Demonstrating that plant systems can be used as biosensors is well and good, but several issues need to be addressed before implementation of plant biosensors can occur:
1. An energy/cost efficient infrastructure for the detection of reporter genes in crop plants must be developed. One of the main problems in using fluorescent proteins as reporters for plant biosensors arises due to autofluorescent properties present in compounds throughout plants cells. Chlorophyll fluorescence has already been used in previous studies to measure temperature stress in plants, so necessary filtering mechanisms must be implemented to discern differences between reporter fluorescence and the natural autofluorescent properties in plants (Chaerle et al.). Therefore, it may be prudent to look into reporter genes other than those that code for fluorescent proteins for implementation in plant biosensors.

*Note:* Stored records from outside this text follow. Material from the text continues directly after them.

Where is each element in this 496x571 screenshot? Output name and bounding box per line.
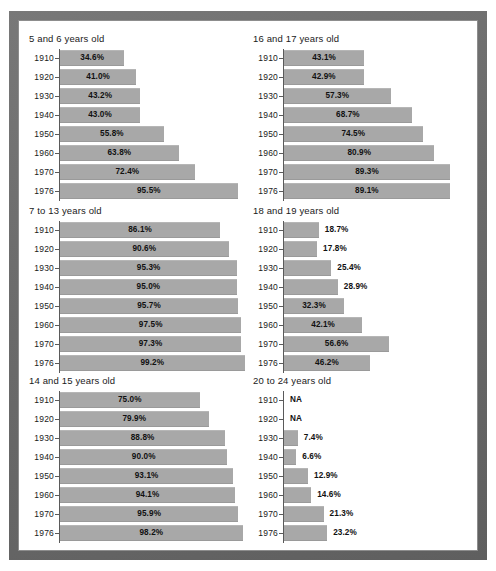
chart-year-label: 1940 [29, 448, 54, 467]
chart-bar [284, 279, 338, 295]
chart-panel: 18 and 19 years old191018.7%192017.8%193… [253, 205, 472, 375]
chart-bar-row: 197698.2% [29, 524, 248, 543]
chart-bar-row: 197072.4% [29, 163, 248, 182]
chart-bar-rows: 191043.1%192042.9%193057.3%194068.7%1950… [253, 49, 472, 201]
chart-panel: 16 and 17 years old191043.1%192042.9%193… [253, 33, 472, 203]
chart-bar-value-label: 95.5% [60, 183, 238, 199]
chart-bar-row: 196063.8% [29, 144, 248, 163]
chart-year-label: 1950 [29, 297, 54, 316]
chart-year-label: 1970 [253, 505, 278, 524]
chart-year-label: 1940 [29, 278, 54, 297]
chart-bar [284, 525, 327, 541]
chart-bar-wrapper: 43.0% [60, 107, 246, 123]
chart-bar-wrapper: 95.0% [60, 279, 246, 295]
chart-bar-row: 191018.7% [253, 221, 472, 240]
chart-bar-value-label: 74.5% [284, 126, 423, 142]
chart-bar-wrapper: 56.6% [284, 336, 470, 352]
chart-bar-wrapper: 57.3% [284, 88, 470, 104]
chart-bar-row: 196094.1% [29, 486, 248, 505]
chart-bar-wrapper: 79.9% [60, 411, 246, 427]
chart-year-label: 1930 [29, 259, 54, 278]
chart-year-label: 1950 [253, 297, 278, 316]
chart-bar-value-label: 97.5% [60, 317, 241, 333]
chart-bar-wrapper: 14.6% [284, 487, 470, 503]
chart-bar-row: 196014.6% [253, 486, 472, 505]
chart-year-label: 1910 [253, 391, 278, 410]
chart-bar-row: 195093.1% [29, 467, 248, 486]
chart-bar-value-label: 95.0% [60, 279, 237, 295]
chart-year-label: 1910 [253, 221, 278, 240]
chart-panel: 7 to 13 years old191086.1%192090.6%19309… [29, 205, 248, 375]
chart-bar-row: 196042.1% [253, 316, 472, 335]
chart-plot-area: 191075.0%192079.9%193088.8%194090.0%1950… [29, 391, 248, 543]
chart-bar-row: 193057.3% [253, 87, 472, 106]
chart-bar-value-label: NA [284, 411, 302, 427]
chart-bar-row: 1920NA [253, 410, 472, 429]
chart-year-label: 1950 [29, 467, 54, 486]
chart-bar-value-label: 42.1% [284, 317, 362, 333]
chart-bar-value-label: 28.9% [338, 279, 368, 295]
chart-bar-value-label: 86.1% [60, 222, 220, 238]
chart-bar-rows: 191034.6%192041.0%193043.2%194043.0%1950… [29, 49, 248, 201]
chart-bar-value-label: 98.2% [60, 525, 243, 541]
chart-year-label: 1950 [253, 467, 278, 486]
chart-bar-wrapper: NA [284, 411, 470, 427]
chart-year-label: 1960 [29, 316, 54, 335]
chart-plot-area: 191086.1%192090.6%193095.3%194095.0%1950… [29, 221, 248, 373]
chart-bar-value-label: 6.6% [296, 449, 321, 465]
chart-bar-wrapper: 68.7% [284, 107, 470, 123]
chart-bar-wrapper: 42.9% [284, 69, 470, 85]
chart-bar-row: 195055.8% [29, 125, 248, 144]
chart-bar-wrapper: 18.7% [284, 222, 470, 238]
chart-bar-wrapper: 75.0% [60, 392, 246, 408]
chart-bar-row: 197623.2% [253, 524, 472, 543]
chart-bar-wrapper: 97.3% [60, 336, 246, 352]
chart-bar-row: 194090.0% [29, 448, 248, 467]
chart-panel: 14 and 15 years old191075.0%192079.9%193… [29, 375, 248, 545]
chart-bar-wrapper: 88.8% [60, 430, 246, 446]
chart-bar-row: 192017.8% [253, 240, 472, 259]
chart-bar-row: 197699.2% [29, 354, 248, 373]
chart-bar-value-label: 43.1% [284, 50, 364, 66]
chart-year-label: 1940 [253, 106, 278, 125]
chart-bar-wrapper: 41.0% [60, 69, 246, 85]
chart-year-label: 1940 [253, 278, 278, 297]
chart-bar-wrapper: 23.2% [284, 525, 470, 541]
chart-bar-wrapper: 86.1% [60, 222, 246, 238]
chart-year-label: 1970 [29, 163, 54, 182]
chart-bar-value-label: 12.9% [308, 468, 338, 484]
chart-year-label: 1920 [29, 240, 54, 259]
chart-bar [284, 430, 298, 446]
chart-bar-wrapper: 43.2% [60, 88, 246, 104]
chart-bar-value-label: 95.9% [60, 506, 238, 522]
chart-panel: 5 and 6 years old191034.6%192041.0%19304… [29, 33, 248, 203]
chart-bar-row: 194028.9% [253, 278, 472, 297]
chart-bar-wrapper: 89.3% [284, 164, 470, 180]
chart-bar-row: 19307.4% [253, 429, 472, 448]
chart-bar-wrapper: 34.6% [60, 50, 246, 66]
chart-year-label: 1970 [29, 335, 54, 354]
chart-bar [284, 222, 319, 238]
chart-year-label: 1970 [253, 335, 278, 354]
poster-frame: 5 and 6 years old191034.6%192041.0%19304… [9, 11, 487, 560]
chart-plot-area: 1910NA1920NA19307.4%19406.6%195012.9%196… [253, 391, 472, 543]
chart-bar-wrapper: 25.4% [284, 260, 470, 276]
chart-bar-wrapper: 90.0% [60, 449, 246, 465]
chart-bar-row: 192090.6% [29, 240, 248, 259]
chart-year-label: 1976 [29, 182, 54, 201]
chart-bar-row: 197695.5% [29, 182, 248, 201]
chart-plot-area: 191043.1%192042.9%193057.3%194068.7%1950… [253, 49, 472, 201]
chart-bar-rows: 191086.1%192090.6%193095.3%194095.0%1950… [29, 221, 248, 373]
chart-bar-value-label: 43.0% [60, 107, 140, 123]
chart-bar-wrapper: 94.1% [60, 487, 246, 503]
chart-bar-row: 196097.5% [29, 316, 248, 335]
chart-bar-row: 197021.3% [253, 505, 472, 524]
chart-year-label: 1930 [29, 429, 54, 448]
chart-year-label: 1930 [29, 87, 54, 106]
chart-bar [284, 449, 296, 465]
chart-bar-value-label: 97.3% [60, 336, 241, 352]
chart-bar-value-label: 79.9% [60, 411, 209, 427]
chart-bar-wrapper: 80.9% [284, 145, 470, 161]
chart-year-label: 1940 [253, 448, 278, 467]
chart-bar-wrapper: 98.2% [60, 525, 246, 541]
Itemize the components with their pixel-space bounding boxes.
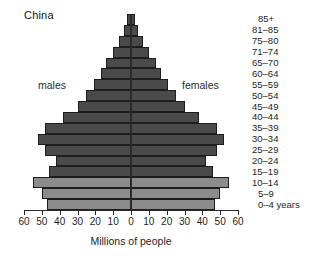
x-axis-tick-label: 50 <box>215 216 226 227</box>
age-group-label: 81–85 <box>252 25 310 35</box>
bar-male-5054 <box>86 90 131 101</box>
age-group-label: 45–49 <box>252 102 310 112</box>
x-axis-tick <box>60 210 61 215</box>
x-axis-tick <box>78 210 79 215</box>
bar-female-3539 <box>131 123 217 134</box>
age-group-label: 35–39 <box>252 123 310 133</box>
bar-female-2024 <box>131 156 206 167</box>
bar-male-4044 <box>63 112 131 123</box>
bar-male-5559 <box>94 79 131 90</box>
age-group-label: 0–4 years <box>252 200 316 210</box>
bar-male-3539 <box>45 123 131 134</box>
x-axis-tick <box>238 210 239 215</box>
age-group-label: 40–44 <box>252 112 310 122</box>
age-group-label: 55–59 <box>252 80 310 90</box>
population-pyramid-figure: China males females 60504030201001020304… <box>0 0 319 260</box>
bar-male-4549 <box>78 101 132 112</box>
x-axis-tick-label: 10 <box>143 216 154 227</box>
age-group-label: 15–19 <box>252 167 310 177</box>
bar-male-1519 <box>49 166 131 177</box>
x-axis-tick-label: 0 <box>128 216 134 227</box>
age-group-label: 30–34 <box>252 134 310 144</box>
x-axis-tick-label: 10 <box>108 216 119 227</box>
bar-female-3034 <box>131 134 224 145</box>
x-axis-tick-label: 60 <box>18 216 29 227</box>
females-label: females <box>182 79 219 91</box>
age-group-label: 71–74 <box>252 47 310 57</box>
x-axis-tick <box>131 210 132 215</box>
x-axis-tick <box>220 210 221 215</box>
x-axis-tick-label: 30 <box>72 216 83 227</box>
bar-female-6570 <box>131 58 156 69</box>
age-group-label: 65–70 <box>252 58 310 68</box>
bar-male-6570 <box>106 58 131 69</box>
age-group-label: 60–64 <box>252 69 310 79</box>
bar-male-7174 <box>113 47 131 58</box>
x-axis-tick-label: 20 <box>161 216 172 227</box>
age-group-label: 20–24 <box>252 156 310 166</box>
x-axis-tick <box>149 210 150 215</box>
bar-male-04 <box>47 199 131 210</box>
age-group-legend: 85+81–8575–8071–7465–7060–6455–5950–5445… <box>252 14 314 210</box>
center-axis-line <box>131 14 132 210</box>
bar-female-6064 <box>131 68 161 79</box>
age-group-label: 5–9 <box>252 189 316 199</box>
bar-female-7174 <box>131 47 149 58</box>
x-axis-tick-label: 30 <box>179 216 190 227</box>
bar-male-3034 <box>38 134 131 145</box>
x-axis-tick-label: 50 <box>36 216 47 227</box>
x-axis-tick-label: 20 <box>90 216 101 227</box>
bar-female-7580 <box>131 36 143 47</box>
x-axis-tick <box>95 210 96 215</box>
x-axis-title: Millions of people <box>0 235 262 247</box>
x-axis-tick-label: 40 <box>54 216 65 227</box>
bar-female-85+ <box>131 14 135 25</box>
bar-male-1014 <box>33 177 131 188</box>
x-axis-tick <box>202 210 203 215</box>
x-axis-tick-label: 60 <box>232 216 243 227</box>
age-group-label: 85+ <box>252 14 316 24</box>
bar-male-2024 <box>56 156 131 167</box>
bar-female-2529 <box>131 145 217 156</box>
bar-female-8185 <box>131 25 138 36</box>
x-axis-tick <box>113 210 114 215</box>
bar-female-4549 <box>131 101 185 112</box>
x-axis-tick <box>167 210 168 215</box>
x-axis-tick <box>42 210 43 215</box>
x-axis-tick <box>185 210 186 215</box>
age-group-label: 25–29 <box>252 145 310 155</box>
bar-female-1519 <box>131 166 213 177</box>
chart-plot-area <box>24 14 238 210</box>
bar-male-6064 <box>101 68 131 79</box>
bar-female-1014 <box>131 177 229 188</box>
age-group-label: 10–14 <box>252 178 310 188</box>
age-group-label: 50–54 <box>252 91 310 101</box>
bar-female-04 <box>131 199 215 210</box>
bar-male-59 <box>42 188 131 199</box>
bar-female-4044 <box>131 112 199 123</box>
males-label: males <box>38 79 66 91</box>
age-group-label: 75–80 <box>252 36 310 46</box>
x-axis-tick-label: 40 <box>197 216 208 227</box>
bar-male-7580 <box>119 36 131 47</box>
bar-female-59 <box>131 188 220 199</box>
x-axis-tick <box>24 210 25 215</box>
bar-male-2529 <box>45 145 131 156</box>
bar-female-5559 <box>131 79 168 90</box>
bar-female-5054 <box>131 90 176 101</box>
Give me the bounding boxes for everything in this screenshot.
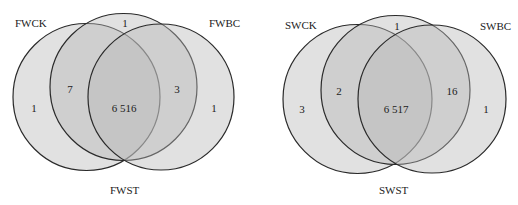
set-label-swck: SWCK: [285, 19, 317, 31]
circle-fwbc: [88, 24, 234, 170]
set-label-swst: SWST: [379, 184, 409, 196]
venn-diagram-fw: FWCK FWST FWBC 1 1 1 7 3 6 516: [13, 14, 240, 197]
region-swck-only: 3: [299, 103, 305, 115]
venn-diagram-sw: SWCK SWST SWBC 3 1 1 2 16 6 517: [283, 16, 511, 197]
region-fwst-only: 1: [122, 17, 128, 29]
region-all-fw: 6 516: [112, 102, 137, 114]
region-fwst-fwbc: 3: [174, 83, 180, 95]
region-swck-swst: 2: [336, 85, 342, 97]
set-label-fwbc: FWBC: [209, 17, 240, 29]
region-fwck-fwst: 7: [67, 83, 73, 95]
region-all-sw: 6 517: [384, 103, 409, 115]
region-fwbc-only: 1: [211, 102, 217, 114]
region-swst-only: 1: [394, 20, 400, 32]
set-label-swbc: SWBC: [480, 20, 511, 32]
set-label-fwck: FWCK: [15, 17, 47, 29]
venn-figure: FWCK FWST FWBC 1 1 1 7 3 6 516 SWCK SWST…: [0, 0, 518, 205]
region-swst-swbc: 16: [447, 85, 459, 97]
set-label-fwst: FWST: [110, 184, 140, 196]
region-swbc-only: 1: [483, 103, 489, 115]
region-fwck-only: 1: [31, 102, 37, 114]
circle-swbc: [358, 25, 506, 173]
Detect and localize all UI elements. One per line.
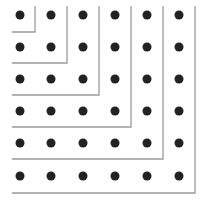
gnomon-line-1 [12,6,35,32]
gnomon-line-6 [12,6,195,193]
dot [16,172,25,181]
nested-squares-dot-diagram [0,0,204,207]
dot [111,172,120,181]
dot [175,139,184,148]
dot [111,75,120,84]
dot [16,139,25,148]
dot [47,43,56,52]
dot [79,43,88,52]
dot [47,172,56,181]
dot [175,11,184,20]
dot [175,107,184,116]
dot [111,139,120,148]
dot [79,172,88,181]
dot [143,11,152,20]
dot [111,107,120,116]
dot [111,43,120,52]
dot [16,11,25,20]
dot [175,172,184,181]
dot [79,139,88,148]
dot [47,139,56,148]
gnomon-lines [12,6,195,193]
dot [175,43,184,52]
dot [143,43,152,52]
dot [47,11,56,20]
dot [143,139,152,148]
dot [79,75,88,84]
dot [79,11,88,20]
dot [143,107,152,116]
dot [143,75,152,84]
dot [16,43,25,52]
dot [143,172,152,181]
dot [79,107,88,116]
dot [47,107,56,116]
dot [175,75,184,84]
dot [111,11,120,20]
dot [16,107,25,116]
dot [16,75,25,84]
dot [47,75,56,84]
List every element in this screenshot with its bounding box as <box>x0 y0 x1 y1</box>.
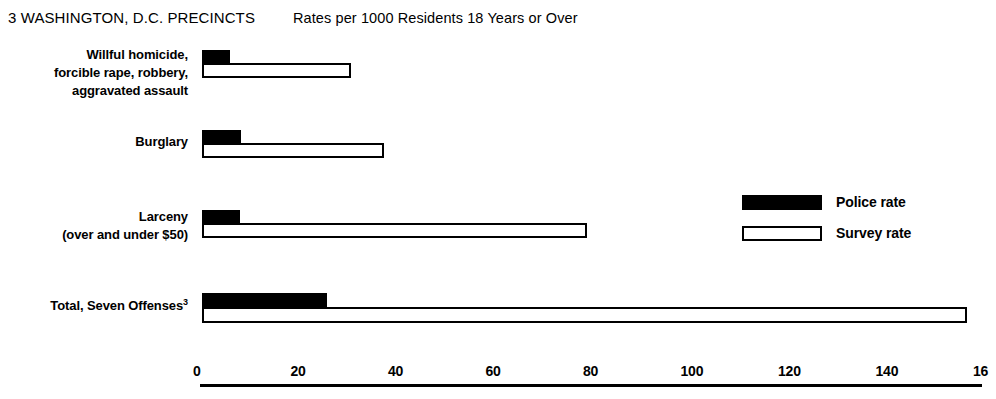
bar-police-rate <box>202 130 241 143</box>
category-label: Larceny(over and under $50) <box>0 208 188 244</box>
legend-swatch-police-icon <box>742 195 822 210</box>
category-label-line: aggravated assault <box>0 82 188 100</box>
x-axis-tick-label: 120 <box>778 363 801 379</box>
chart-title: 3 WASHINGTON, D.C. PRECINCTS <box>8 9 255 26</box>
bar-survey-rate <box>202 63 351 78</box>
x-axis-tick-label: 40 <box>388 363 403 379</box>
legend-label-police: Police rate <box>836 194 906 210</box>
bar-survey-rate <box>202 223 587 238</box>
category-label-line: (over and under $50) <box>0 226 188 244</box>
x-axis-tick-label: 20 <box>291 363 306 379</box>
legend-swatch-survey-icon <box>742 226 822 241</box>
category-label-line: Burglary <box>0 133 188 151</box>
bar-police-rate <box>202 210 240 223</box>
bar-police-rate <box>202 50 230 63</box>
category-label-line: Willful homicide, <box>0 46 188 64</box>
bar-survey-rate <box>202 143 384 158</box>
x-axis-tick-label: 100 <box>681 363 704 379</box>
category-label: Total, Seven Offenses3 <box>0 297 188 315</box>
bar-police-rate <box>202 293 327 307</box>
chart-container: 3 WASHINGTON, D.C. PRECINCTS Rates per 1… <box>0 0 996 399</box>
x-axis-line <box>200 384 982 387</box>
category-label-line: Larceny <box>0 208 188 226</box>
bar-survey-rate <box>202 307 967 323</box>
x-axis-tick-label: 60 <box>486 363 501 379</box>
category-label: Willful homicide,forcible rape, robbery,… <box>0 46 188 100</box>
category-label-line: Total, Seven Offenses3 <box>0 297 188 315</box>
x-axis-tick-label: 140 <box>876 363 899 379</box>
x-axis-tick-label: 0 <box>193 363 201 379</box>
x-axis-tick-label: 80 <box>583 363 598 379</box>
x-axis-tick-label: 16 <box>973 363 988 379</box>
footnote-marker: 3 <box>183 297 188 307</box>
category-label-line: forcible rape, robbery, <box>0 64 188 82</box>
legend-label-survey: Survey rate <box>836 225 911 241</box>
chart-subtitle: Rates per 1000 Residents 18 Years or Ove… <box>293 10 578 26</box>
category-label: Burglary <box>0 133 188 151</box>
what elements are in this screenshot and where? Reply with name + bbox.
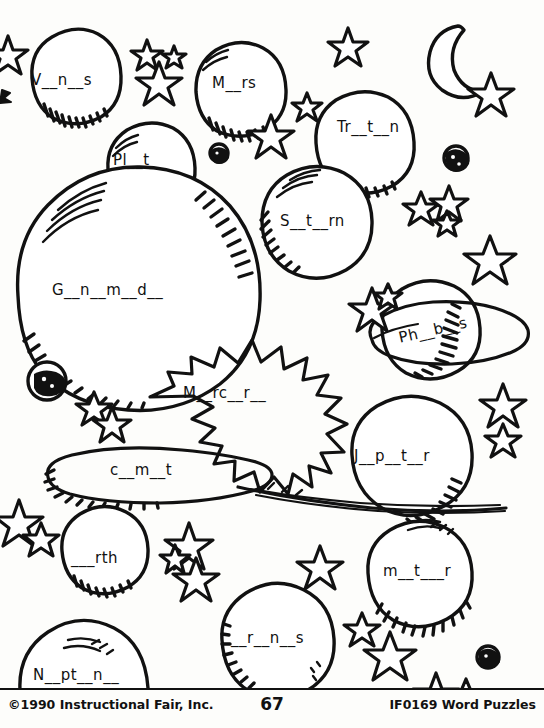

2. If a fluorescent or bioluminescent reporter system was to be implemented in crop plants, how exactly will stress-dependent reporter activity be detected? Satellite monitoring is a possibility, but this could potentially only be performed during the night to avoid detection complications due to sunlight (Chaerle et al).
3. Should crop plants be engineered with built-in biosensing capabilities, or should plants other than crop plants be grown in parallel to act as biosensors? It would probably make the most sense to grow the biosensor capable crop species of interest in parallel with the crop to control for any disparities in life cycle length.
4. Once a plant biosensor system has been proven to be useful the system must be deemed as safe by regulatory bodies such as the USDA and FDA.
References
Chaerle et al. Monitoring and screening plant populations with combined thermal and chlorophyll fluorescence imaging. Journal of Exp Botany., 58: 773-784, 2010.